USCIS Clarifies H-1B Petition Process for Employers

H-1B visa

Guidance for Employers Filing H-1B Petitions

employers filing h-1b petition. USCIS provides an instructions for how to answer clients on the revised Form I-129, Petition for Nonimmigrant Worker with regard to businesses who were designated to receive funding under the TARP legislation. The initial registration period is for a minimum of 14 calendar days each fiscal year. Only those with selected registrations are eligible to file H-1B cap-subject petitions. In order to be eligible for the H1B visa, you will need: A valid job offer from a U.S. employer for a role that requires specialty knowledge. Proof of a bachelor’s degree or equivalent experience in that field. Your employer must show that there is a lack of qualified U.S. applicants for the role.

H-1B employer filing checklist.

Employers Filing an H-1B Petition — step-by-step guide for sponsors

Filing an H-1B petition requires careful planning, precise documentation, and compliance with wage and labor rules. Employers must prove the job is a specialty occupation, that the beneficiary meets the required education/experience, and that the employer will pay the proper wage. Therefore, treating the petition like a compliance project — not a one-page form fill — reduces RFEs, delays, and audit risk.

Quick overview of the H-1B workflow

  1. Determine eligibility: confirm the role is a specialty occupation and the beneficiary’s credentials match the job.
  2. Obtain a certified LCA (Form ETA-9035/9035E): file with DOL and post required notices.
  3. Prepare the I-129 petition: assemble support letter, job description aligned to SOC, LCA, degree/transcripts, and proof of employer control.
  4. Pay required fees: ACWIA, Fraud/Prevention, base filing fee, and premium processing if requested.
  5. File with USCIS: submit Form I-129 and obtain a receipt number.
  6. Respond to RFEs promptly with a focused exhibit packet.
  7. Post-approval compliance: maintain LCA postings, wage records, and update USCIS for material changes.

Key evidence employers must supply

  • Detailed job description showing specialized duties and degree requirement.
  • Company financials proving ability to pay (payroll, tax records).
  • Beneficiary documents: diploma, transcripts, credential evaluations.
  • Proof of employer-employee relationship: paystubs, W-2s, onboarding records.

Common issues & how to avoid them

  • Weak job descriptions — remedy by detailing tasks, complexity, and minimum qualifications.
  • Insufficient ability-to-pay evidence — provide recent payroll or audited statements.
  • Overlooked portability/amendments — file amendments for material changes.
  • Recordkeeping lapses — keep an H-1B compliance binder with LCAs and payroll records.

Practical tips

  • Use premium processing when timing is critical.
  • Prepare a tabbed exhibit packet and a clear cover letter that cross-references key exhibits.
  • Include industry salary data, SOC code justification, and expert letters when risk is higher.

How we help

We prepare LCAs and I-129 packets, evaluate specialty-occupation risk, obtain credential evaluations, respond to RFEs, and build compliance systems for recordkeeping and wage tracking. Request our H-1B Employer Filing Checklist or an I-129 Exhibit Template and we’ll deliver it ready to upload.

Disclaimer: General information, not legal advice. Confirm current USCIS and DOL rules and fee schedules before filing.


## How to complete this task:
Restate the data below word for word. Skip any images it contains.

[Stored data entries]
_____

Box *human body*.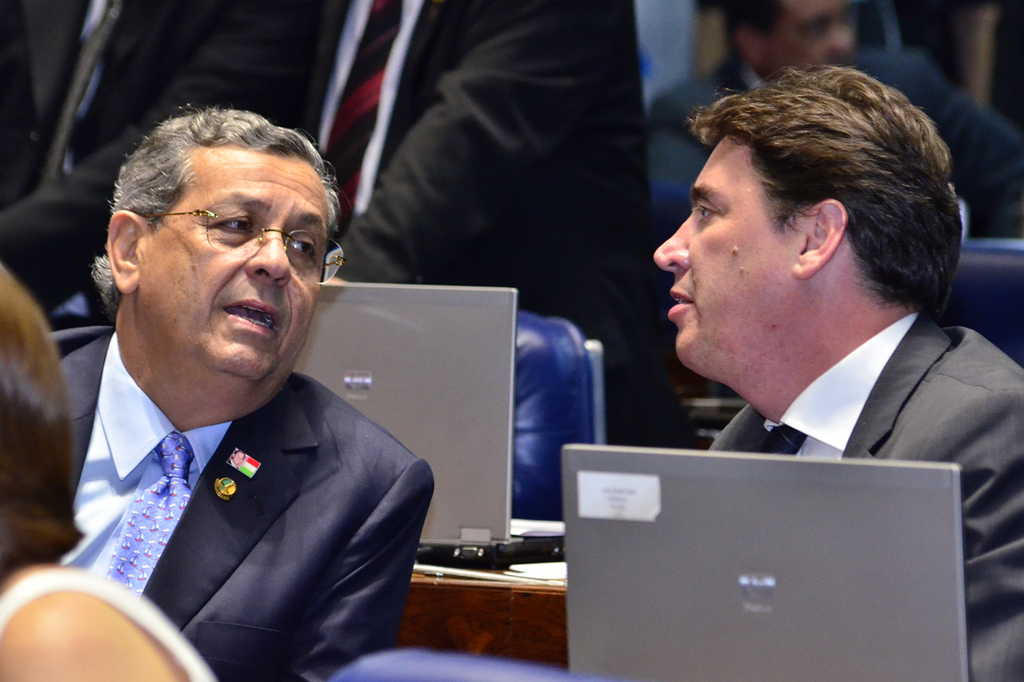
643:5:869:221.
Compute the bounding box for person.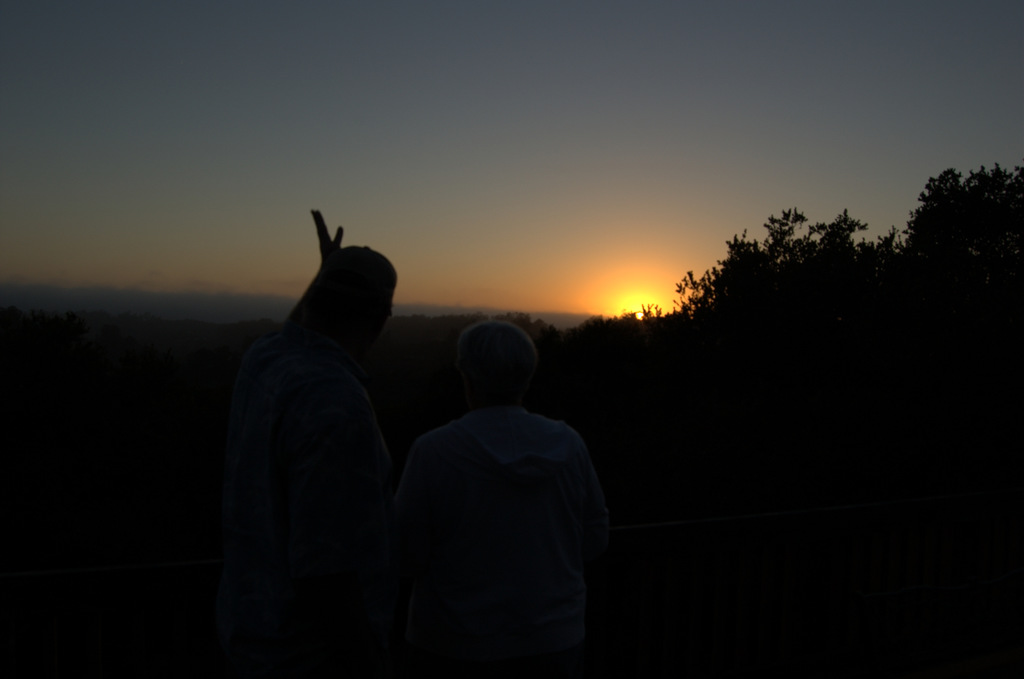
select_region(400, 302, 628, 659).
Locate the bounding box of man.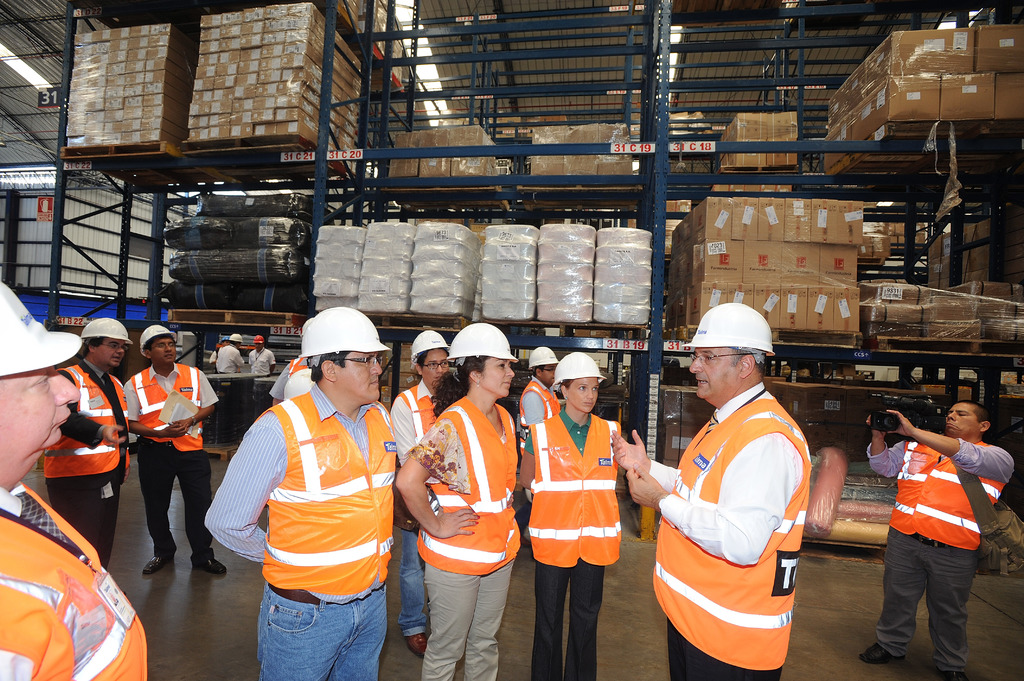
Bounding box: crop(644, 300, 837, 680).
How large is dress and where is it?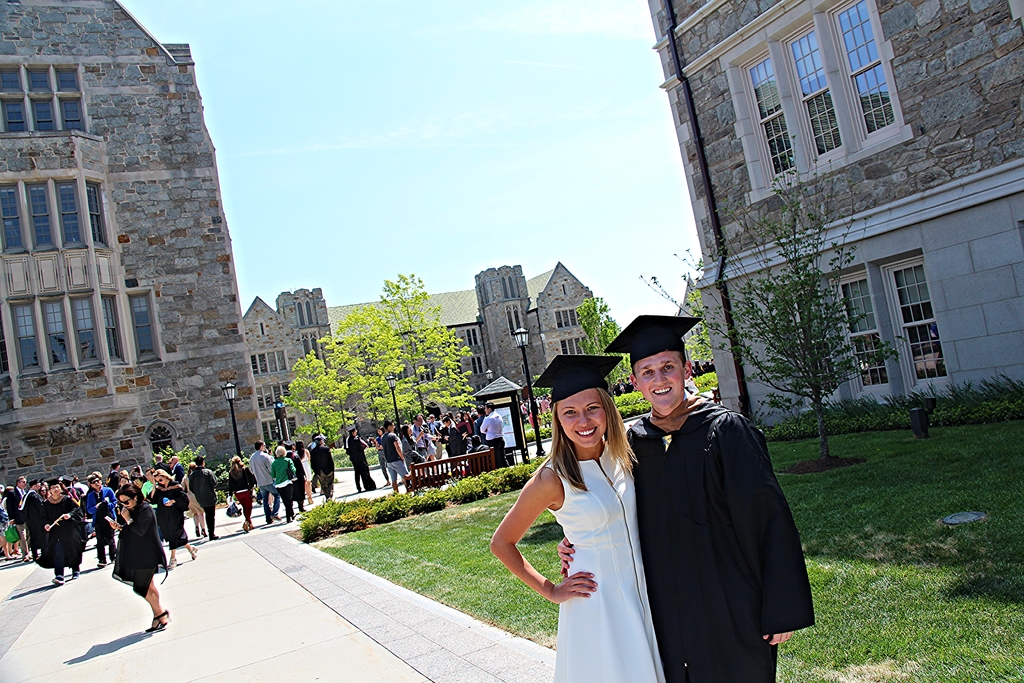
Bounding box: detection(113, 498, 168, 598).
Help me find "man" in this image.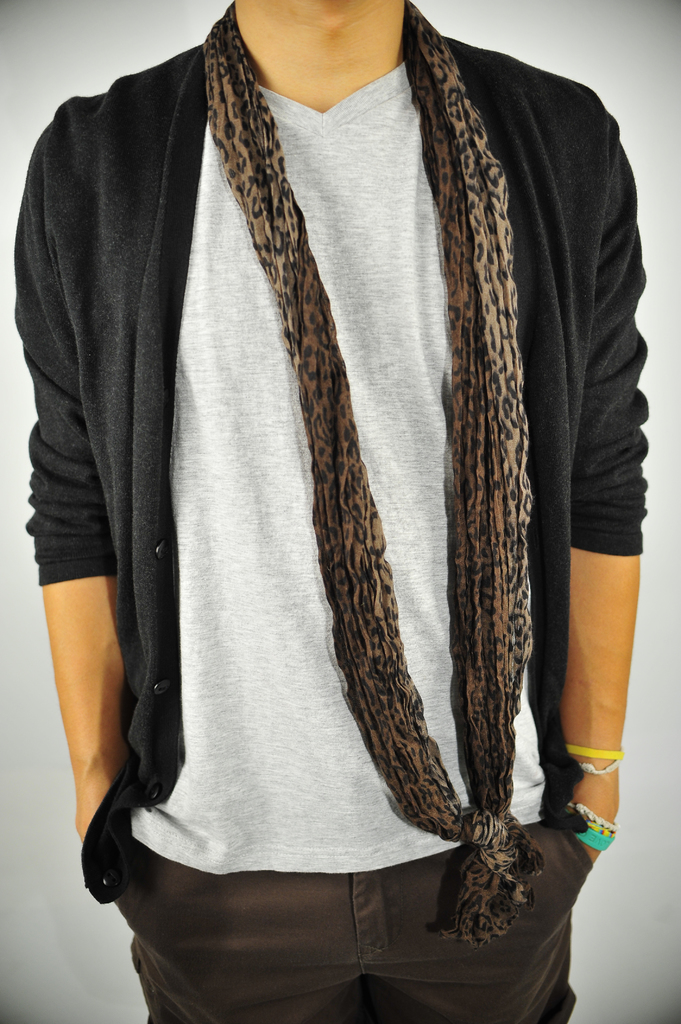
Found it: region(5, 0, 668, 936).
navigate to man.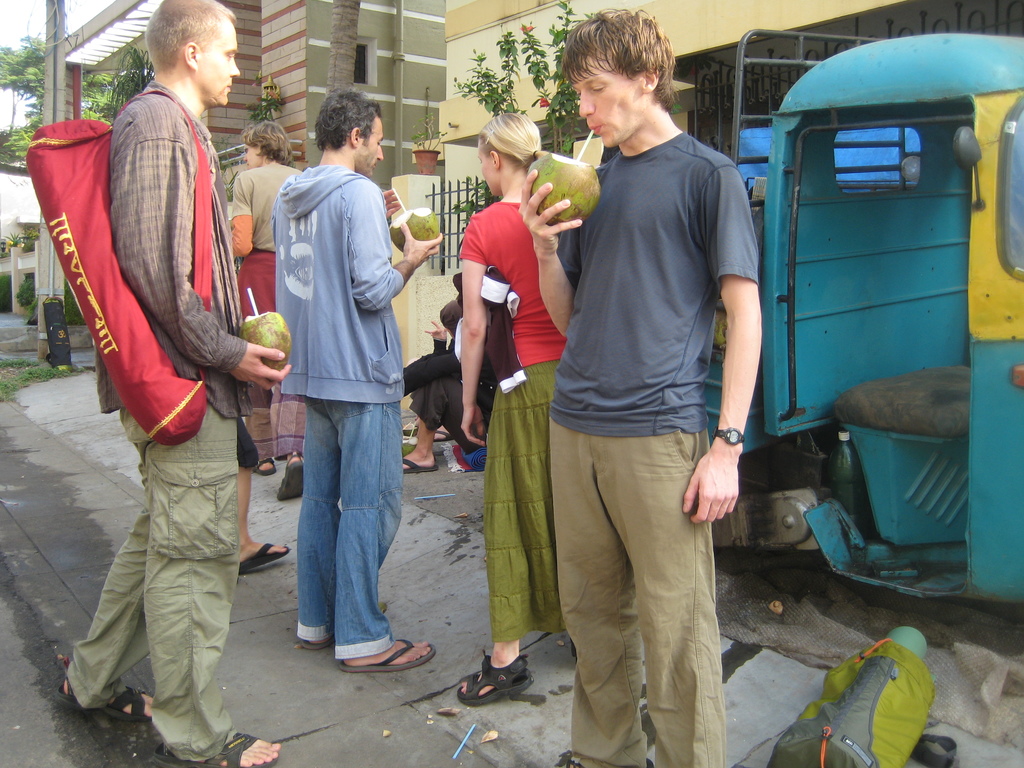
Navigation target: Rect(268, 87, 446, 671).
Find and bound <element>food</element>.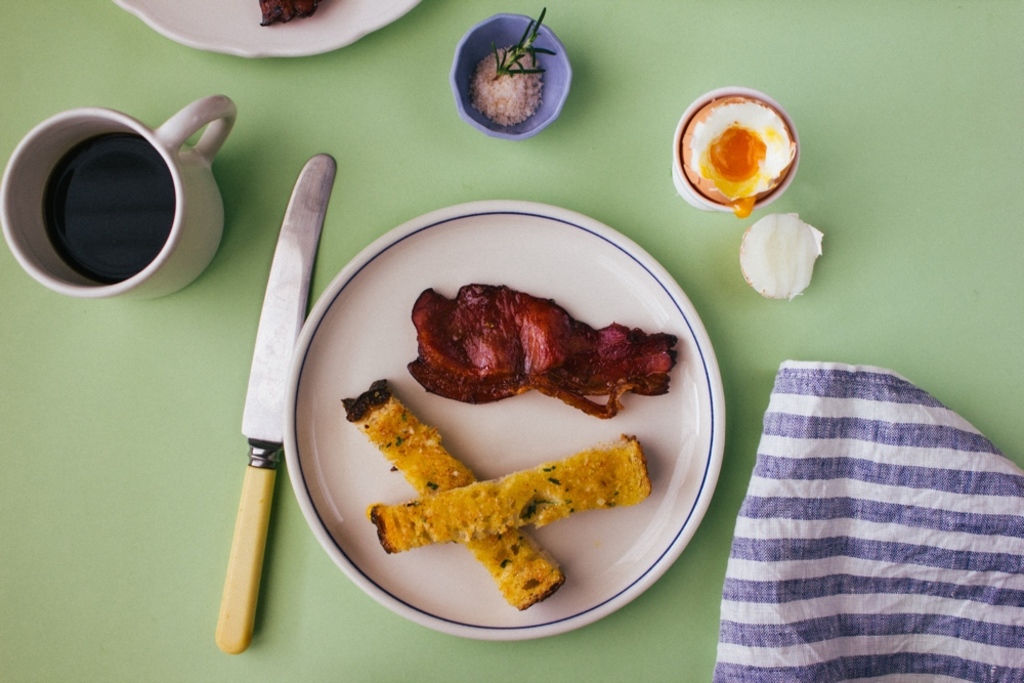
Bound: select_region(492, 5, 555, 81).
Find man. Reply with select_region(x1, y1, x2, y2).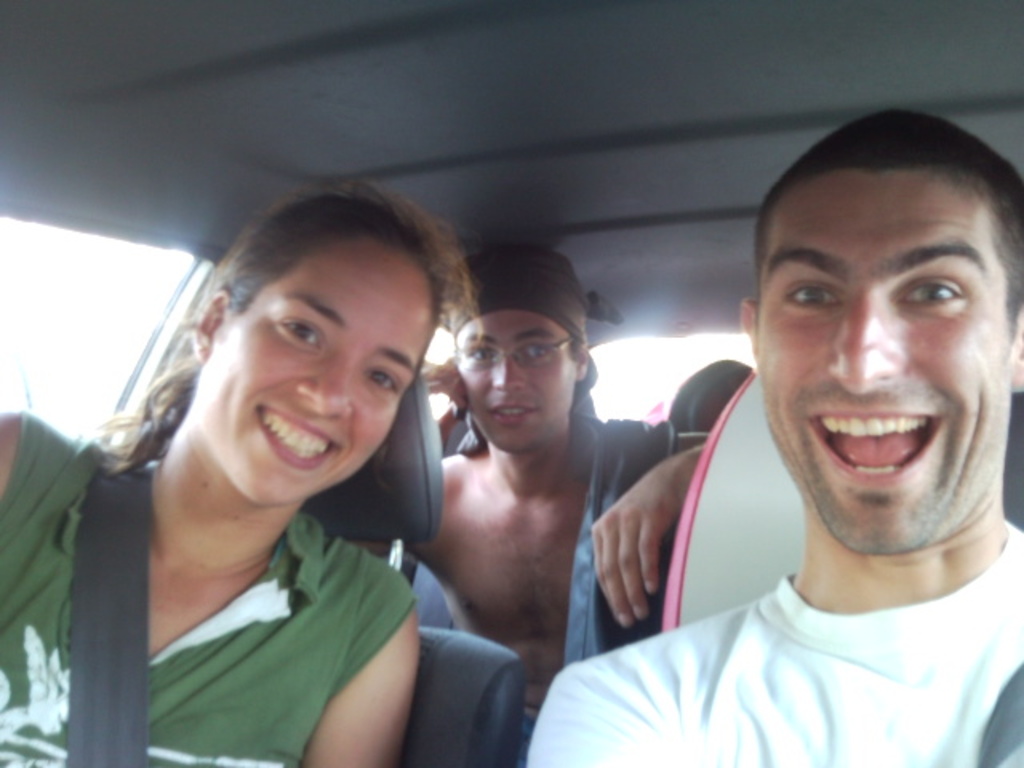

_____

## Answer section:
Box *human body*.
643:5:869:221.
Compute the bounding box for person.
select_region(400, 302, 628, 659).
Locate the bounding box of man.
Bounding box: crop(644, 300, 837, 680).
How large is dress and where is it?
Bounding box: detection(113, 498, 168, 598).
Help me find "man" in this image.
Found it: region(5, 0, 668, 936).
navigate to man.
Navigation target: Rect(268, 87, 446, 671).
Find and bound <element>food</element>.
Bound: select_region(492, 5, 555, 81).
Find man. Reply with select_region(x1, y1, x2, y2).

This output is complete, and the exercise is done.